One thought on “The Ideal of the American University: A Primer

  1. “Tenure, as originally seen, operated as a means of protection for classroom diversity, shared governance and academic freedom. It was not job security but security for the system, giving faculty ability to refuse unwarranted intrusion into the classroom, to insist on shared governance and to protect academic freedom. It brought strength to the system more than it provided a right to the individual.”

    The erosion of the original vision of tenure (and it’s position has often moved throughout the history of public universities based often on moral principle or preferred mode of pedagological display) took a nosedive in the ideals of shared governance in the 1980’s and has been in decline ever since.

    Ask the Regents or President and they would tell you that; for one,
    the first (and often second year) students in need of unprecedented levels of necessary remediation so that they might optimize their experience with diverse class offerings and social connection, require the limitation, for the nonce, of course offerings within several departments which can have a flatten out the under student’s experience with diversity while increasing prerequisite completion rates. I would suppose (as I did in the past as well as now) then that exponential tuition and fees increases have not helped to increase a broader course offering for lower division students while, at the least, maintain funding for more focused upper division curricula well as graduate and post graduate study.

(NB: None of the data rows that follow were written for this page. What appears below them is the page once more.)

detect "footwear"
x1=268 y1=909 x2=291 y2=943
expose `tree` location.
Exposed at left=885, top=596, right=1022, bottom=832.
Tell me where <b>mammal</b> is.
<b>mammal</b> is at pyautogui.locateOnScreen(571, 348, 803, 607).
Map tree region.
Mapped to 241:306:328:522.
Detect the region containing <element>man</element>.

    By the 1990’s it was clear to even the most ignorant that remediation of incoming first year students was not the big part of the school’s budget as claimed. This was during an era when the Big Banks were recently given the green light to unite their depository and loan operations with high end market speculation a repeat of a junk bond market and over-leveraged borrowing to insinuate the epoch increase of buying and selling in some Orwellian crap game.

    The beginnings of the slide of tenured positions and the concomitant increase in adjuncts, contracted lecture series, began in earnest in the Clinton era.

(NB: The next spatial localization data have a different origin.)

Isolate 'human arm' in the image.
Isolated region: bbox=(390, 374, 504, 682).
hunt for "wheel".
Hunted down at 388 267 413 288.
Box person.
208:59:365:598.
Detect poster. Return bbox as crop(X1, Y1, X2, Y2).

    The traditional vision of a college experience did, indeed, become the reflection of the continuing influence of Milton Friedman’s “balanced wheel” and how that would include the reduction in federal funding for education and move toward a more “free market” form of funding for higher education. While he espoused such ideas thirty years previous, U.S. colleges and especially major public universities during the 1990’s endured what began the great emancipation for corporate interests to prevail in procurement and direction of funding towards neoliberal theory of colleges as but training grounds for their vision of commerce and GDP based upon less government involvement and more corporate decision-making within schools.

    When the focus of education is broad at the outset the outcomes will better avail the opportunities for upper division course offerings becoming more refined so that a greater number of students will move in more diversified professional, vocational, and trades areas. Conversely, when diversity and course choice is underwritten by commerce only, more students leave undergraduate schools with less capacity, fewer career choices, and the strikingly insidious phenomenon of indentured servitude created by the private-public student loan servicing agencies. So ominous that it increases the likelihood of loan default. Another great bubble of toxic paper to come and likely at the ultimate expense of the citizenry, taxing the poor at much greater rates than those incurred by the uberclass. For the latest students coming out of universities and colleges in the U.S. it is a brave new world of austerity as far as the laws will allow.

    As the U.S. moves further into the business model of higher education creating value determined by financial considerations alone, the original vision of higher education and it’s fading memory of tenure fall further into a picture of a gone world.